What ongoing maintenance keeps emergency plans current?

Emergency plans expire the moment you print them. Board turnover, vendor business closures, owner move-outs, and updated insurance policies make six-month-old contact lists dangerous rather than helpful. Schedule two annual reviews: one in early spring before hurricane and tornado season, one in mid-fall before winter storms.

During each review, call every vendor on the emergency list to confirm the after-hours contact still works. Test your mass notification system by sending a non-emergency message to all owners—a reminder about an upcoming annual meeting works well—and note which phone numbers and emails bounce. Update the call tree to reflect new board members elected during the latest cycle. Pull the current insurance policy declarations to verify coverage limits haven't decreased and confirm your agent's contact information matches what's in the plan. This 90-minute task twice a year prevents the catastrophic failures that happen when boards assume old information is still accurate.

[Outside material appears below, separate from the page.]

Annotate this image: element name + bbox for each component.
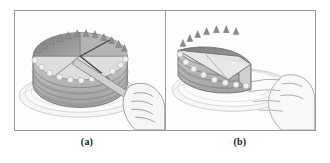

Store the updated plan in three places: one printed copy in a binder in the board president's vehicle, one PDF in your cloud system tagged "EMERGENCY ACCESS REQUIRED," and one printed copy posted in the management office or clubhouse. During board transitions, the outgoing president should walk the incoming president through the plan location and review the call tree in person—handoff emails get buried in inboxes during the chaos of leadership changes.

Add emergency preparedness to the agenda of at least one board meeting per year, even when no disasters are imminent. Five minutes reviewing the plan during a regular meeting keeps it visible and ensures new board members understand their roles. This visibility also reassures owners that the board is prepared, reducing panic calls when severe weather is forecast and allowing the board to focus on actual response rather than fielding questions about whether a plan exists.

FAQ

What legal liability do HOA boards face if emergency plans are inadequate?

Boards have a duty of care to protect association property and a reasonable duty to communicate known dangers to owners, but they're not liable for individual owner decisions during emergencies unless the board's negligence directly caused harm—for example, failing to warn of a known gas leak. State laws vary; consult your association's attorney to understand your state's standards for board liability during disasters.

Can an HOA force owners to evacuate during emergencies?

No. HOAs can strongly recommend evacuation and communicate government orders, but they cannot legally compel owners to leave private property. However, associations can restrict access to common areas during dangerous conditions and can fine owners who violate safety rules like leaving propane tanks unsecured during high winds if those rules are in your CC&Rs.

How much should HOAs budget for emergency preparedness?

Most associations spend $800-$1,500 per year on emergency preparedness: $200-$400 for mass notification software subscriptions, $300-$600 for updating printed plans and testing communication systems, and $300-$500 for annual vendor contract reviews and insurance policy audits. Capital reserves should also include a 5-10% emergency response line item for immediate post-disaster repairs before insurance reimbursement arrives.

Do HOA master insurance policies cover emergency response costs?

Most master insurance policies cover the cost of repairs after a covered disaster but not the immediate emergency response expenses like debris removal, temporary fencing, or emergency board meetings. Some policies include coverage for "expediting costs" to speed repairs—check your declarations page and ask your agent whether emergency vendor mobilization fees are covered or excluded.


This is educational information, not legal advice. Consult your association's attorney and review your state's emergency management statutes to ensure your plan meets local requirements.